Subject: RE: Learning the Guitar.
I don't normally have a lot of respect (as I've been saying in others thereads recently) for anonymous posters - but I will go along with this statement wholeheartedly...

"beware of teachers. They have a self-serving agenda in wanting you to take lessons from them (that is, to put money in their pocket), and... if they don't know what you want to learn, they will try to convince you that what you want to know isn't worth the effort and you should be learning what they know (unless you want to play classical or jazz, then teachers of are some utility, because most of them cut from the same pattern)."

There are a FEW teachers who are not of this type - but you don't know they whether they are as GUEST says until it is too late - you have paid money to be steered in a direction which you didn't know you didn't want to go until you didnt get to where you should have gone... :-)

I upset my first music piano and singing teacher by getting second prize in a eisteddford - she had said that I was one of her "worst students" - may father had said that I was a "natural", and he was right - but not in front of small audiences - the bigger the crowd the less nervous and more confident I am...

While the "self taught" path may produce interesting results - it can also produce disasterous results. I know of a violin player who had saved his money all year to travel to Brisbane (the "big smoke") from a country town with no violin teacher (or one considered good enough!) for his 2 weeks vacation every year. Here he went to the Conservatorium Of Music and studied hard - then went back home and diligently practiced bad technical habits all year.

He could not bow a piece consistently - there are good reasons for consistent bowing - legato phrasing and so on - and could NEVER go cleanly from note to note - my father joking said that he was the only player he had ever known who could slide an open string!

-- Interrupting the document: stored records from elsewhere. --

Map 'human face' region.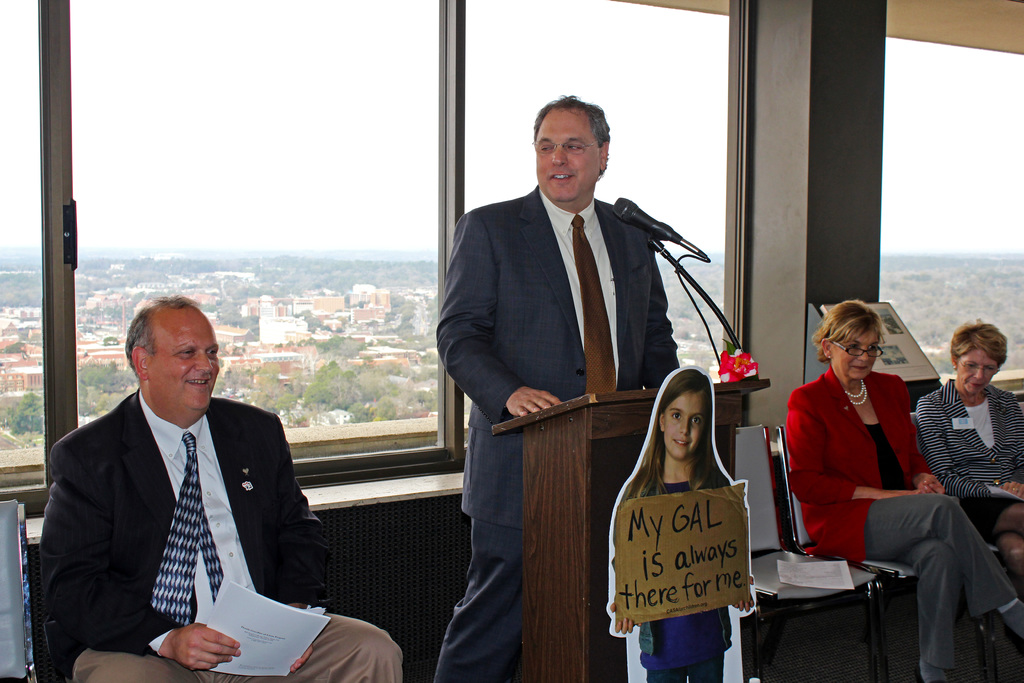
Mapped to Rect(666, 391, 705, 461).
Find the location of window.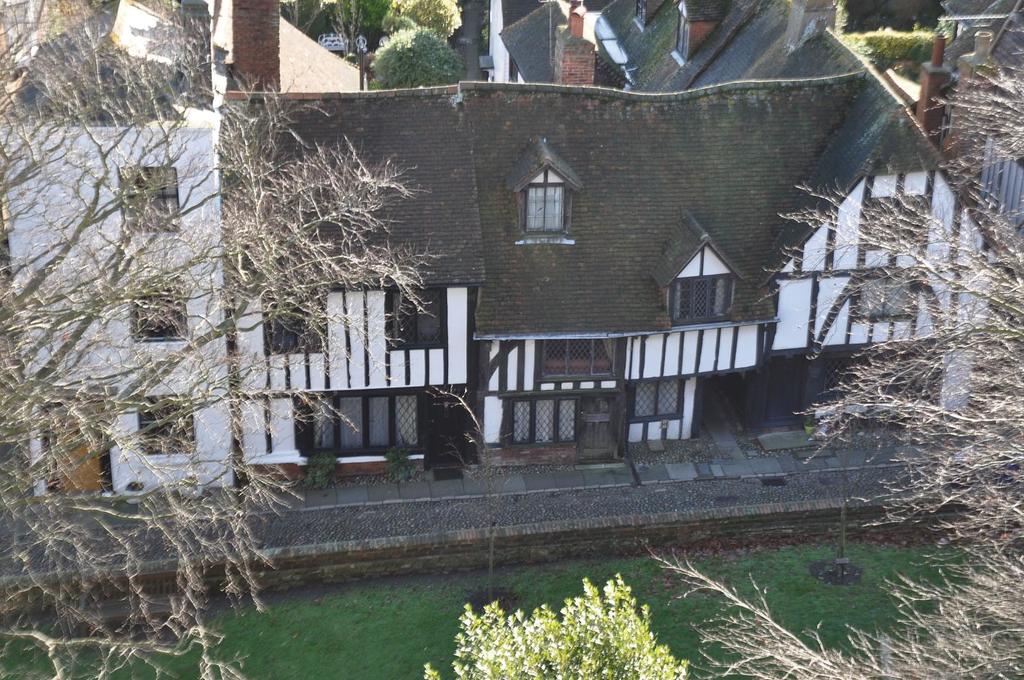
Location: bbox=(125, 164, 180, 230).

Now this guy thought he had been trained as a "Classical Musician" and loved "Classical Music" but he had a technique that would not have been out of place in "Folk Music"... but since he could rarely go from note to note cleanly, there was always something "odd" - it was not unlike those deadly "School Bands" which always sound "out of tune and time".

He had several very expensive instruments - but seemed a shame - because he always felt that the problem with his playing was that the instruments were not good enough - thus he bought better and better instruments - but like Sidam (Midas in reverse!) musically, everything turned to shit in his hands!